Finally, the Liberals have done something to help the forgotten Canadians, those unfortunate souls who have to date been cruelly excluded from nine years of Ottawa’s largesse.
We speak, of course, of the wealthy, who will benefit most handsomely from the Liberal government’s move on Thursday to remove the GST (and the HST in some provinces) on a wide range of consumer goods for two months, starting on Dec. 14.
That delightful bottle of Dom Pérignon Plénitude P2 Rosé Champagne 2000 that was just a little too costly at $2,018? As of Dec. 15, it will be value-priced at a mere $1,785. Quaking at the size of the catering bill for an intimate fete for 100 or so? Not to worry, the Liberals are here to help: caterers will be able to supply GST-free canapés, just in time for well-heeled merriment.
If only the above examples were a joke. Instead, this farce is the policy that the Liberals rolled out on Thursday to (once again) try to bribe a surly electorate with (even more) borrowed billions of dollars. This time out, it’s a two-month suspension of the GST on items such as children’s clothing, toys, food, drink (including beer, wine and pre-mixed cocktails) and – of course – real and artificial Christmas trees.
The tax break will cost the federal government $1.6-billion. Then there are the $250 payments that will be sent in the spring to 18.7 million Canadians with an individual net income up to $150,000. That will cost another $4.7-billion, for an all-in tally of $6.3-billion.
The Liberals’ largesse is a policy that is not simply bad; it is awful in many ways.
Most obviously, the Liberals are yet again borrowing money in an attempt to soothe the bruises from the burst of inflation fuelled in part by their previous overspending. The attempt is self-defeating: the added stimulus from the household payments will, all things being equal, slow the pace of interest-rate cuts by the Bank of Canada.
Perhaps the federal budget can be tweaked in such a way as to not completely flatten the fiscal guardrails that Finance Minister Chrystia Freeland set out a year ago. But even if that turns out to be the case, the government is once more digging the debt hole a little deeper in an attempt to extricate itself from its electoral deficit.
The logistics of the plan are hugely problematic. Retailers are expected to reprogram point-of-sale systems in time for Dec. 14 and then switch them back after Feb. 15, as well as to interpret exactly what is and isn’t taxed. Which playthings don’t make the list of “select children’s toys” that are GST-free? Have fun sorting that out in the cashier’s line.
Even if your sole concern is helping out cash-strapped Canadians, the Liberal policy is equally awful. The income test is ludicrously high: a household earning nearly $300,000 could get $500 in payments. (To be fair, at least the Liberals, unlike Ontario’s Progressive Conservative government, have put some kind of income limit on its bribes, er, rebates to taxpayers.)
The suspension of the GST is similarly ill-targeted. The existing carveouts, including on basic groceries, already undermine the purpose of an economy-wide value-added tax, as well as giving an unnecessary tax break to the well-off. The Liberals’ plan magnifies that flaw greatly, suspending the federal sales tax on items that a struggling Canadian household could only dream of purchasing.
It may be that lower-income households need help to cope with the fallout from inflation. If that is the case, there is a tool at hand to deliver such assistance: the GST/HST credit, paid in quarterly installments. Its entire purpose is to soften the regressive bite of the GST for those who can least afford it.
In 2023, that program delivered $10.3-billion in tax-free payments to lower-income households. Even a small slice of the $6.3-billion that the Liberals intend to spend could be put to far better use in aiding low-income households.
More broadly, the Liberals have chosen to spend $6.3-billion in tax relief in pretty much the worst way imaginable. Cutting business taxes would foster investment. Cutting personal income taxes would be pro-growth. Cutting capital gains taxes (or more accurately, reversing planned hikes) would encourage risk-taking. Instead, the Liberals are burning through billions for an economic sugar high.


- [What is required]:
Report how many lines in the data include "Schedule", with the number as the only reply.

- [Supplied information]:
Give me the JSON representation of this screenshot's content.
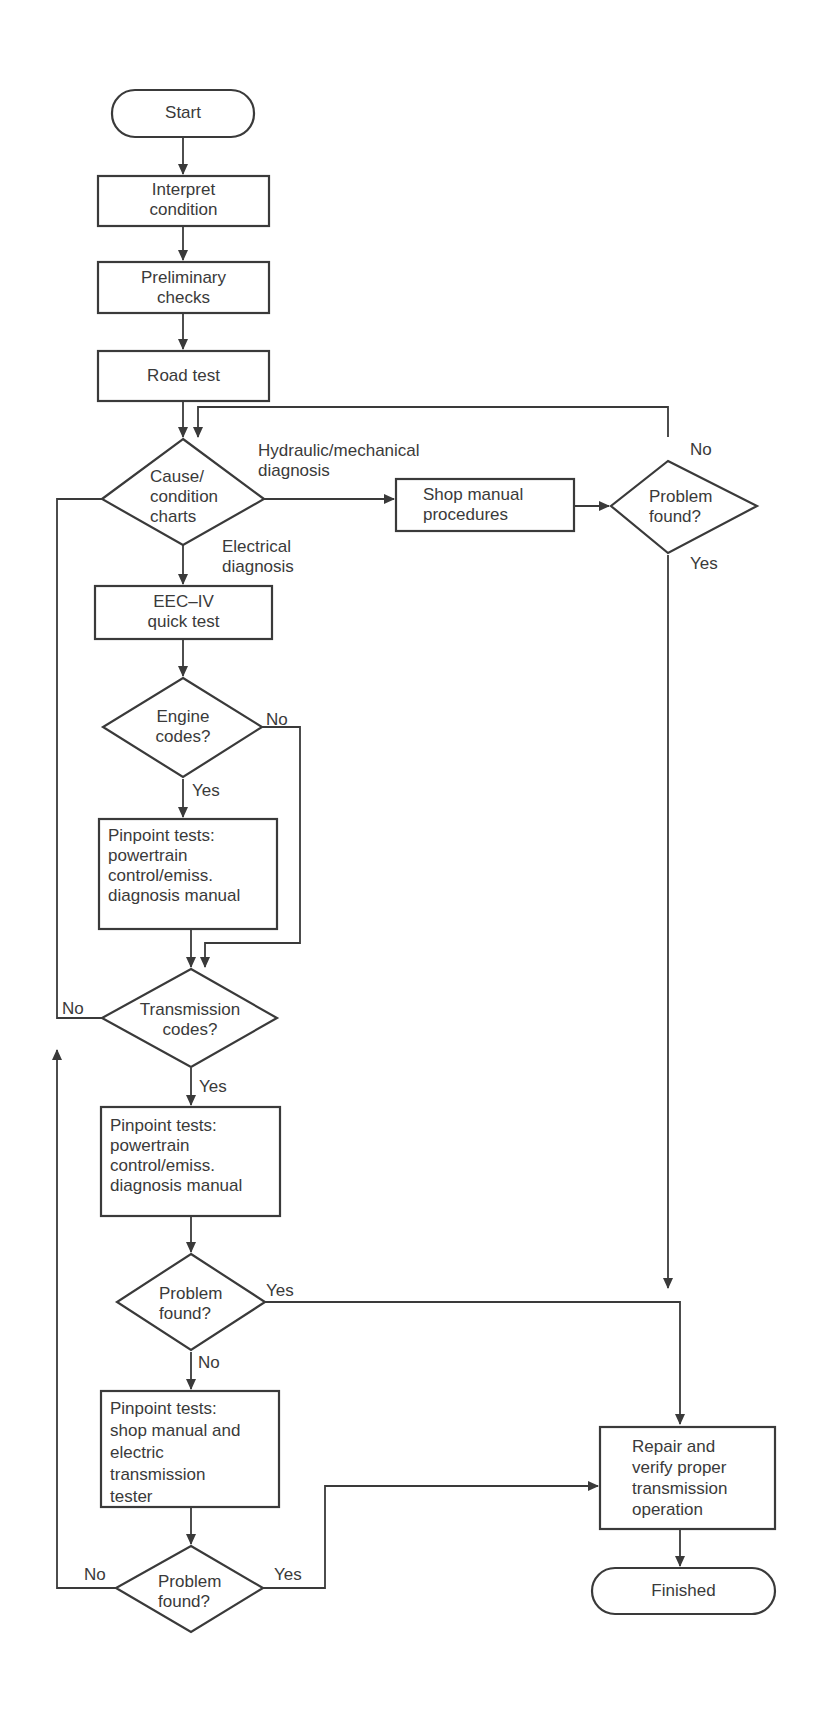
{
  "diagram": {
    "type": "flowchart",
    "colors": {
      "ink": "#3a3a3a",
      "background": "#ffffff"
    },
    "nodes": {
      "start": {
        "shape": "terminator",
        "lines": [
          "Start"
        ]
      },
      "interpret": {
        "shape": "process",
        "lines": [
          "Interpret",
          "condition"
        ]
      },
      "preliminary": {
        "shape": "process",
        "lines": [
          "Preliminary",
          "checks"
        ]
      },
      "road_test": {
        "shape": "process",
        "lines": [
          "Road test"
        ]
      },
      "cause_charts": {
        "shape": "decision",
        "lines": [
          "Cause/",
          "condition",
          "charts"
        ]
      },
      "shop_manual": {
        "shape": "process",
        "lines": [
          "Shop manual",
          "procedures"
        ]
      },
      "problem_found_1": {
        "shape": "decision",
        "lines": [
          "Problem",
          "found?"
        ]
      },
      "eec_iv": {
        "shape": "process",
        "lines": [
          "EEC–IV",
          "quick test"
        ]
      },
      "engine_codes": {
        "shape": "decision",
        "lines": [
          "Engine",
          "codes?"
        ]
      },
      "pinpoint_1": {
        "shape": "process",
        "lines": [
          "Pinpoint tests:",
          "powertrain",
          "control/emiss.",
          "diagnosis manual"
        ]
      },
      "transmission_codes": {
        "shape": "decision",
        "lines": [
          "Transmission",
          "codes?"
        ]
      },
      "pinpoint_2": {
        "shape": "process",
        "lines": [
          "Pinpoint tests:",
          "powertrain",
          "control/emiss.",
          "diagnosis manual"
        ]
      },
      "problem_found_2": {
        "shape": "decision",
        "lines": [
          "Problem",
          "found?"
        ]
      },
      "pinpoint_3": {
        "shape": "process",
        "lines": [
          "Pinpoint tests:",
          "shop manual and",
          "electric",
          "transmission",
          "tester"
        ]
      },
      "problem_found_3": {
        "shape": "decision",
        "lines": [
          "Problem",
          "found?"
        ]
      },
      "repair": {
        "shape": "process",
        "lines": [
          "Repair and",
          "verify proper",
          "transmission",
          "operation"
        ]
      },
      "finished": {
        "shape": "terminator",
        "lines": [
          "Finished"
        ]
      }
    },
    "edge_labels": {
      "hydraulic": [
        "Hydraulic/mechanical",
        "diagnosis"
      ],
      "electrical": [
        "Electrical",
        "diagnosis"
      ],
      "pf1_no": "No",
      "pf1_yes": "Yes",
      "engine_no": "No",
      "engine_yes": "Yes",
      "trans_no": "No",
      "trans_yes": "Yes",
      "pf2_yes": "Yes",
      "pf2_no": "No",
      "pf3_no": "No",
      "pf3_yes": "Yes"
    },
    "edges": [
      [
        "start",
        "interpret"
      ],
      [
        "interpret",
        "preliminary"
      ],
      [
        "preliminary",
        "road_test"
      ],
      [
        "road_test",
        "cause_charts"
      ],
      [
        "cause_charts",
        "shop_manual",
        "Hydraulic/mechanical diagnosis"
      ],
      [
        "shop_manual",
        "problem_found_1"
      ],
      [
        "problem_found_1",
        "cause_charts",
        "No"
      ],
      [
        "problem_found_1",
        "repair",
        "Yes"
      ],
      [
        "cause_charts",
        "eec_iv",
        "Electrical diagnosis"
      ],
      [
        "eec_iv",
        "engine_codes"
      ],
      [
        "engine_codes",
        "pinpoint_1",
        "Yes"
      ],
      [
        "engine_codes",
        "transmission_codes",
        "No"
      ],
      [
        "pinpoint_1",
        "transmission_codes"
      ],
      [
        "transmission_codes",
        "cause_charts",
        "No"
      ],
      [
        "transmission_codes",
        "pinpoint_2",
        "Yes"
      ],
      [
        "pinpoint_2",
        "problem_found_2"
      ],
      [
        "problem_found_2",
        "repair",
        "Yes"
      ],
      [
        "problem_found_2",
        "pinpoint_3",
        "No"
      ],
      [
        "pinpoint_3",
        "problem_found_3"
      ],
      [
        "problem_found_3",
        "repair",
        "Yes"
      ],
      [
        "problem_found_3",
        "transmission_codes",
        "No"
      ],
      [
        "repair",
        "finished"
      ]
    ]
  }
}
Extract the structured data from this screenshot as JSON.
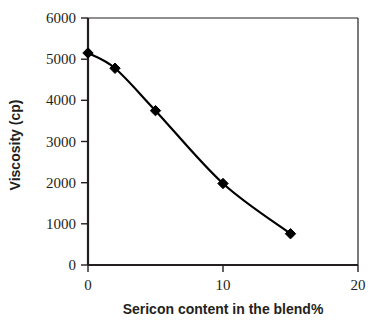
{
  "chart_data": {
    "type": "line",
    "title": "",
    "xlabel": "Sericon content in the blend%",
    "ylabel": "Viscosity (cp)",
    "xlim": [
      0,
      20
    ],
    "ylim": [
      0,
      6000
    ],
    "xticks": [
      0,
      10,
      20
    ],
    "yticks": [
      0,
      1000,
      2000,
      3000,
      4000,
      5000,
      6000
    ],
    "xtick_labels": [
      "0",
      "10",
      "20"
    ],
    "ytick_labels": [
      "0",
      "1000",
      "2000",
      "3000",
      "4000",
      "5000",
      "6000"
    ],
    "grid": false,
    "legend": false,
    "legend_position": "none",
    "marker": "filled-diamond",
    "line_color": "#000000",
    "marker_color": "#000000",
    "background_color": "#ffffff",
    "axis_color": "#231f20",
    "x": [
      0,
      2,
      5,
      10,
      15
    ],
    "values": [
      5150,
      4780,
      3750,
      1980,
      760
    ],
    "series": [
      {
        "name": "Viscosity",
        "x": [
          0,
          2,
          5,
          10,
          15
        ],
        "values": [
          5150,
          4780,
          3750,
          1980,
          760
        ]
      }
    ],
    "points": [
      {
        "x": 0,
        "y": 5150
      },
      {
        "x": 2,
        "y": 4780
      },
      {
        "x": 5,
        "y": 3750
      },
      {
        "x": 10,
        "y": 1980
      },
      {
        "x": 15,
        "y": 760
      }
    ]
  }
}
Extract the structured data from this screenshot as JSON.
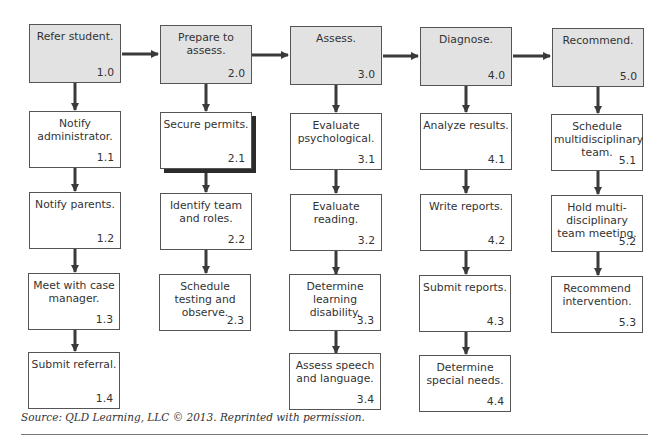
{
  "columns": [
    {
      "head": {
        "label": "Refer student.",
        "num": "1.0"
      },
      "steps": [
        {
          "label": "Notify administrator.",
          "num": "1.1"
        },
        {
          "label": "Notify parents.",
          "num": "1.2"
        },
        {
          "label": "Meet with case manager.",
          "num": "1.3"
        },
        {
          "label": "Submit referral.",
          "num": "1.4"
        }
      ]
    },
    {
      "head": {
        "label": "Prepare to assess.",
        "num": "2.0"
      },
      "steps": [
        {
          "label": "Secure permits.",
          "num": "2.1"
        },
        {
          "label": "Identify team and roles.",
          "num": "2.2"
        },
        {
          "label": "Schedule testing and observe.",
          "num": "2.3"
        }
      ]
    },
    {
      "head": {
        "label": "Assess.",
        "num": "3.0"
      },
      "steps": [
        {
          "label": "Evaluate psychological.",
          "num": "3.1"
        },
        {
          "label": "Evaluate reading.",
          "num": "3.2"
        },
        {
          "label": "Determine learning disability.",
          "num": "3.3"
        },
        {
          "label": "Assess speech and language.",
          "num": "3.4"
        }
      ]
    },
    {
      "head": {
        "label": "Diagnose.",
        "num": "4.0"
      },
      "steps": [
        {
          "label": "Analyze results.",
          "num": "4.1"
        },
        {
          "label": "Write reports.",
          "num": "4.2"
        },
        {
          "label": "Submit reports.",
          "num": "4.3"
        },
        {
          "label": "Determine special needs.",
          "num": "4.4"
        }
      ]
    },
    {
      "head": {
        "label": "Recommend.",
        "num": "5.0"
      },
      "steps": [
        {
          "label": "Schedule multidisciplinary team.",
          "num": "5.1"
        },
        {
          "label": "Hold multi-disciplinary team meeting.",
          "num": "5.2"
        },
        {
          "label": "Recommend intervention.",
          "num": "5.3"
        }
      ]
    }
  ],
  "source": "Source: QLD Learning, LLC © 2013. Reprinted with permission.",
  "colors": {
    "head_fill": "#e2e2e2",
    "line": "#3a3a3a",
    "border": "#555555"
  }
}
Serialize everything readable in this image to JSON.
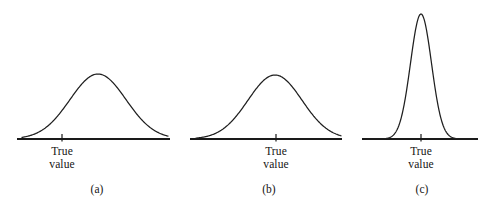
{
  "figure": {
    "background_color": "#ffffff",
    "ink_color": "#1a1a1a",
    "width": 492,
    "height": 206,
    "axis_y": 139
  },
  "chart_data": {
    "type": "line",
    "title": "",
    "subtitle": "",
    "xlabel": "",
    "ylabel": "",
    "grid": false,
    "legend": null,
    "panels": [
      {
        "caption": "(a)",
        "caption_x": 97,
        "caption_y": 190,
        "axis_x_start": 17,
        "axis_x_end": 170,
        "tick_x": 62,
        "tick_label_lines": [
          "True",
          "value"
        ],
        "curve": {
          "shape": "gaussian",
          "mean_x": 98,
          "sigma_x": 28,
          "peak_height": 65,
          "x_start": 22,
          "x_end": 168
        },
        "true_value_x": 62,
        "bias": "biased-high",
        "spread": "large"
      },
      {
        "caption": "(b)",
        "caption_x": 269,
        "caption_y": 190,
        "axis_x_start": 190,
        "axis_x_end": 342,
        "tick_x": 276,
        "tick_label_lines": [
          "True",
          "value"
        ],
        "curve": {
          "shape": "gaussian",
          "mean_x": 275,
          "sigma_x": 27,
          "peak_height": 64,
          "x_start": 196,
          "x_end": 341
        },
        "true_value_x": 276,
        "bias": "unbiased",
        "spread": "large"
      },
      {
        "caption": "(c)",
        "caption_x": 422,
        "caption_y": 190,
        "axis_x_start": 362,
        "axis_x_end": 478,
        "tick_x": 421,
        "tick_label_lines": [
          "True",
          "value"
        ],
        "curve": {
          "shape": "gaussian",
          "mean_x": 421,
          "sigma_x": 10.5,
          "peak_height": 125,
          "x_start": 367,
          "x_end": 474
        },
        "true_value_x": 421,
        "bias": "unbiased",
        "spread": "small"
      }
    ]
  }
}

- [Written solution]:
2